The achievement of a new today hinges on its capacity to talk to its audience in a voice which can be heard. Brands should compete with different brands, but also with all the ever-changing contexts in. In our new- and – intelligent world, this can be as challenging as humming a tune in Times Square and hoping that pedestrians strolling round the Village will hear and sing together.
Typography is the voice of a new
We frequently say that typography is your “voice” of a new, because it is quite literally the embodiment of these words with which the brand reaches out to the entire world. Typefaces evoke the option of the typeface, and intention, and mood, personality, tonality is crucial. A brand should find its voice, one that is true to its nature and the overall brand promise. This is not a simple task, and for more than a century this has directed designers at the space. Now, however, as the age is maturing, new designers find themselves faced to fix.
For many years the use of typography in new communication was confined to published touch points, while displays had limited capabilities. That situation has changed in recent years thanks to support for web fonts and apps’ distribution. However, this means that the typography of a brand needs to do more than provide voice to its words. It now needs to speak and in a host of situations that we humans haven’t encountered previously. We have never, in our background, talked through one which we wear on our hands, or a system that sits inside our pockets to people. Our fridges haven’t had to write us messages and our cars used to be more machine than consumer electronic equipment.
Typography and electronic brand expression
Though the letterforms that define most of Latin typography have only changed reasonably in design over the course of their background (after all, letters must look just like letters), now’s reading surroundings are changing radically. For brands today, they have to get in touch with their audience by means of a variety of devices and in reading conditions that sometimes could be far from best. Under those circumstances, the clarity of this text is crucial. An company today, as an example, should cater to two prerequisites in its communication: on-brand messaging in its own traditional advertising and networking presence, and the demand for high legibility in its own HMI design.

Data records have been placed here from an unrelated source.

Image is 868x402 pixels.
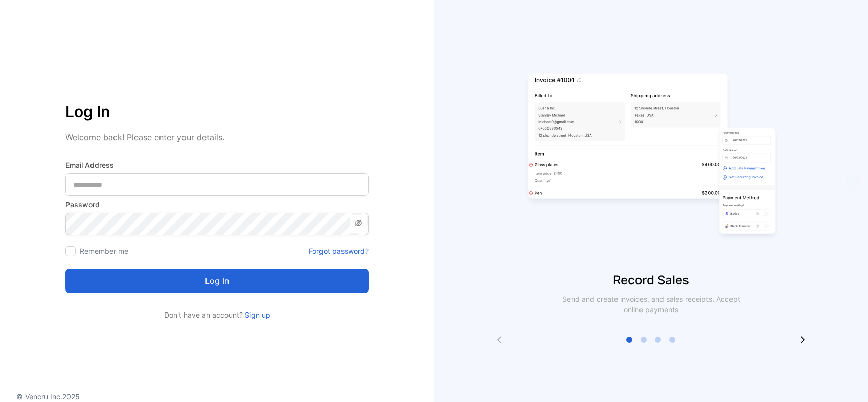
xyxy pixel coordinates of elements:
p: Don't have an account? [66,310,368,321]
a: Sign up [243,311,270,320]
button: Log in [66,269,368,293]
p: Welcome back! Please enter your details. [66,131,368,144]
a: Forgot password? [309,245,368,257]
label: Email Address [66,159,368,171]
img: vencru logo [66,41,116,96]
p: Send and create invoices, and sales receipts. Accept online payments [553,293,750,315]
label: Remember me [80,247,129,256]
p: Log In [66,99,368,123]
label: Password [66,199,368,210]
p: Record Sales [434,272,868,290]
img: slider image [523,41,780,272]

That luminous display in the dashboard isn’t an easy accessory anymore. It’s simultaneously a very powerful brand signal, and a device that needs while we drive down the highway to communicate efficiently and clearly. The exact same can be said for devices. They are a cool accessory and potent brand sign that needs while we go about our everyday lives to communicate. The need for legible communication in wearables is so new that Apple made a whole high-legibility typeface family for this , dubbed “San Francisco.”
And we find that in many instances and there are a variety of requirements for a display’s typography. There is the need for communication that is legible and a battle between brand identity. The typefaces may not be optimized for high legibility. There are two things we can do in order to address a problem, and the solutions to those questions aren’t too much into the future.

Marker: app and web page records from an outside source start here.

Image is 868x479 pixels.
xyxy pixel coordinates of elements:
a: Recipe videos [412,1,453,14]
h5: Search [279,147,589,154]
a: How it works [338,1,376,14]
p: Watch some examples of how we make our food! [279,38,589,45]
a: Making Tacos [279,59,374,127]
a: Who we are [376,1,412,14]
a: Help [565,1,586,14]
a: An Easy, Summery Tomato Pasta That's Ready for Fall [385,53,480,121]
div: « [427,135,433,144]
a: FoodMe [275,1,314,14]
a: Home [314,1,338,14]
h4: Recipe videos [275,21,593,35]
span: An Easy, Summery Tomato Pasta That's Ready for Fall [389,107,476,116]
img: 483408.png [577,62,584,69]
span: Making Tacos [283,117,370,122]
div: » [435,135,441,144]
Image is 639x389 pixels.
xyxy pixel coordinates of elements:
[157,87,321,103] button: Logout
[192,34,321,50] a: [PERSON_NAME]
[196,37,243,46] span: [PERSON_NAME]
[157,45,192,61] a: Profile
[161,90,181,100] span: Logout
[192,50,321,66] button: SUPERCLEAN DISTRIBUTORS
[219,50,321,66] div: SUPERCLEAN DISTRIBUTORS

Optimising legibility through research
The very first thing we need to do would be to know more about designing interfaces and typefaces which are optimized for legibility. There are a number of typefaces that designers concur are legible, and research has backed this. In addition, we know quite a lot about how to manage typographic questions in UI layout. However, there is a great deal that we do not know to be able to quantify the effects of factors on legibility, and we need more study.

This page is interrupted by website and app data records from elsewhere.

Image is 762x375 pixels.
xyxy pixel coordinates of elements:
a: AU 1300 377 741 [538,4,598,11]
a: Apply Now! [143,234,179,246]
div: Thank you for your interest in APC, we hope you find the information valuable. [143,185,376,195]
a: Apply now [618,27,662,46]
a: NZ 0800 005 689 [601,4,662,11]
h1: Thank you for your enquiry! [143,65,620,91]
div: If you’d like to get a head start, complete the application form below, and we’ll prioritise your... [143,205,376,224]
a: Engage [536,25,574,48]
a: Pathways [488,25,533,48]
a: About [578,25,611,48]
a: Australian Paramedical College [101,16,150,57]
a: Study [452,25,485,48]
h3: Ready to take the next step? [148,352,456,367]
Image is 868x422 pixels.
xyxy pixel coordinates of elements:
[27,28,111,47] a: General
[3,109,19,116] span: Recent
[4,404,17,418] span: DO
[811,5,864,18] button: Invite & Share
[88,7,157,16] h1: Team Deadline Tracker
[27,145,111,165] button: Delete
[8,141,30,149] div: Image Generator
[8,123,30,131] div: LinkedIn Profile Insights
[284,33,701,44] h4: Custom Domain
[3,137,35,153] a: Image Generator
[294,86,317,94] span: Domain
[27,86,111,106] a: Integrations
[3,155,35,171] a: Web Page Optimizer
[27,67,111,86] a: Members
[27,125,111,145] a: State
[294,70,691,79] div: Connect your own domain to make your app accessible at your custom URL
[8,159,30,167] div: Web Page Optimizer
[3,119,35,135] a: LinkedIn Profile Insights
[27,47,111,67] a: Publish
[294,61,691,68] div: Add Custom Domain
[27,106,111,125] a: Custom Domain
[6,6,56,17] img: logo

Information is consumed in brief bursts of focus wearables, as smartphones, automotive and electronic dashboards are glanced at hundreds of times per day. The glance is the new currency of the age and we need to know how to design for it. There’s a lack of research to guide design decisions or information is read and retained in glances, despite expanding consumer apparatus obsession. Recent study by Monotype and the MIT AgeLab has looked at the impact of size, weight, width, line length and even light on legibility, however there are a lot more questions to answer.
To that end, the MIT AgeLab together with Monotype have established the Clear Information Presentation (Clear-IP) consortium to drive research that investigates legibility and layout questions related to studying in short glances. The research focus is. The Clear-IP consortium will reach to work together to comprehend information presentation and typographic layout and also to set best practices for quick-glance reading. In a nutshell, their assignment is to scientifically assess the effect of our typographic design choices.
The line of investigation that we can take is to redefine branding typography. Is one typeface family able to answer the two branding and legibility requirements? Sometimes yes, and in other situations, no. This means that our way of branding has to be adjusted, and rather than talking about a typeface, then we need to speak a package to meet different functions based on where they are used. One example is the newly released family, Between, Akira Kobayashi, by Monotype Type Manager. It is a set of three dimensional families connected by design DNA that is common and they change in energy levels that vary to exceptionally energetic. An individual can imagine Between 2 being used for interface layout, while 3 and involving 1 are used for much more expressive typography.
The way ahead is through research and more experimentation on both the layout and scientific foundations. We need more study to guide our understanding of legibility and the reading process, and more layout experimentation to satisfy the functions. This merger of sciences and arts, and the resulting knowledge information, and a brand new design approach will enable brands to talk clearly and with a voice which reaches through the crowds.